The CCP is losing the third driving force to boost its economy.

US-China Tensions

There’s a fourth pressure on China’s economy that the CCP should be worried about—its deteriorating relationship with the United States.

As Kearney index has noted, China’s falling out of the top 10 is also impacted “by US–China trade tensions, tariffs, and a more general corporate rethink of international supply chains.”

As the top global economy, the United States should be China’s most important economic partner. However, the CCP has damaged U.S.–China relationships with its increasing international assertiveness and wolf warrior diplomacy.

When the trade war between China and the United States broke out in 2018, the regime thought that everything would be fine as long as former President Donald Trump left the White House, so it implemented the policy of delaying change.

Given that President Joe Biden earlier had a friendly attitude towards China, Beijing did not expect his administration to be as wary as they currently are despite this shift being largely due to the CCP itself.

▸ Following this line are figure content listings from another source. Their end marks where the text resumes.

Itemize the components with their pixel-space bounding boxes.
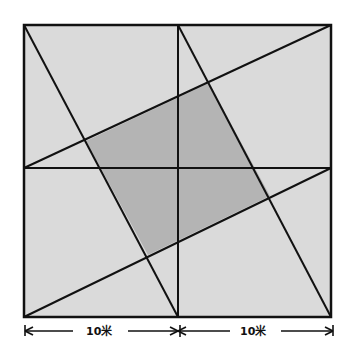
- geometry-diagram: 10米 10米: [0, 0, 352, 357]
- dimension-label-right: 10米: [240, 324, 267, 338]
- dimension-label-left: 10米: [86, 324, 113, 338]
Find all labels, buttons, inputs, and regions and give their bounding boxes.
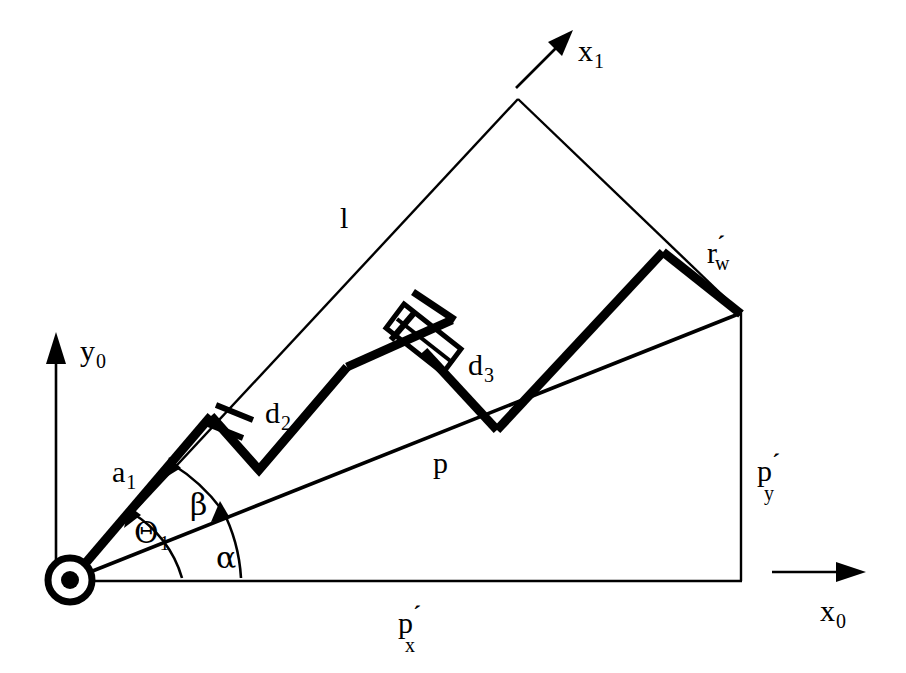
label-d2-base: d [265, 396, 280, 429]
label-d2-sub: 2 [280, 412, 291, 434]
apex-to-wrist-line [518, 99, 741, 313]
label-angle-theta1: Θ1 [134, 518, 170, 553]
label-a1-sub: 1 [125, 471, 136, 493]
label-component-px: p´ x [398, 604, 421, 654]
label-angle-beta: β [190, 490, 207, 520]
base-joint-symbol [48, 558, 92, 602]
label-rw-sub: w [714, 252, 729, 274]
y0-arrowhead [46, 332, 66, 364]
link-to-wrist-thick [497, 252, 663, 430]
label-link-l: l [340, 203, 348, 233]
label-px-sub: x [405, 636, 421, 654]
label-x1-base: x [578, 34, 593, 67]
label-d3-base: d [468, 348, 483, 381]
label-vector-p: p [433, 448, 448, 478]
label-theta1-base: Θ [134, 515, 159, 550]
label-p-base: p [433, 446, 448, 479]
label-py-sub: y [764, 484, 780, 502]
kinematic-diagram-svg [0, 0, 906, 673]
label-beta-base: β [190, 487, 207, 522]
label-x0-sub: 0 [835, 610, 846, 632]
vector-p-line [70, 313, 741, 580]
x0-arrowhead [836, 562, 866, 582]
label-px-top: p´ [398, 604, 421, 636]
diagram-canvas: y0 x0 x1 l r´w d3 d2 a1 p β Θ1 α [0, 0, 906, 673]
label-x1-axis: x1 [578, 36, 604, 71]
label-a1-base: a [112, 455, 125, 488]
label-x0-axis: x0 [820, 596, 846, 631]
label-theta1-sub: 1 [159, 532, 170, 554]
label-x1-sub: 1 [593, 50, 604, 72]
label-alpha-base: α [216, 540, 236, 575]
label-y0-sub: 0 [95, 350, 106, 372]
label-px-prime: ´ [413, 601, 421, 627]
label-y0-axis: y0 [80, 336, 106, 371]
label-angle-alpha: α [216, 543, 236, 573]
label-link-a1: a1 [112, 457, 136, 492]
label-link-rw: r´w [707, 232, 729, 273]
label-component-py: p´ y [757, 452, 780, 502]
label-py-top: p´ [757, 452, 780, 484]
label-x0-base: x [820, 594, 835, 627]
label-link-d2: d2 [265, 398, 291, 433]
label-l-base: l [340, 201, 348, 234]
label-y0-base: y [80, 334, 95, 367]
label-py-prime: ´ [772, 449, 780, 475]
label-d3-sub: 3 [483, 364, 494, 386]
label-link-d3: d3 [468, 350, 494, 385]
base-joint-inner-dot [61, 571, 79, 589]
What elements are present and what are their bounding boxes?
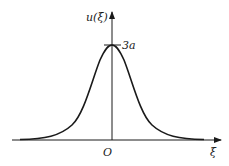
soliton-diagram: u(ξ) 3a O ξ xyxy=(0,0,229,166)
origin-label: O xyxy=(103,146,112,159)
y-axis-label: u(ξ) xyxy=(86,11,108,24)
peak-label: 3a xyxy=(122,39,136,52)
x-axis-label: ξ xyxy=(210,146,217,159)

The Biden administration has advocated for contact and cooperation in its China policy, but it is understood that the CCP’s non-cooperation with the United States and Europe on the issue of climate change has led the Biden administration to decide to maintain the tariffs and trade sanctions imposed by the Trump administration which adds further pressures on an already strained economy.
Views expressed in this article are opinions of the author and do not necessarily reflect the views of The Epoch Times.
He Qinglian
He Qinglian
Author
He Qinglian is a prominent Chinese author and economist. Currently based in the United States, she authored “China’s Pitfalls,” which concerns corruption in China’s economic reform of the 1990s, and “The Fog of Censorship: Media Control in China,” which addresses the manipulation and restriction of the press. She regularly writes on contemporary Chinese social and economic issues.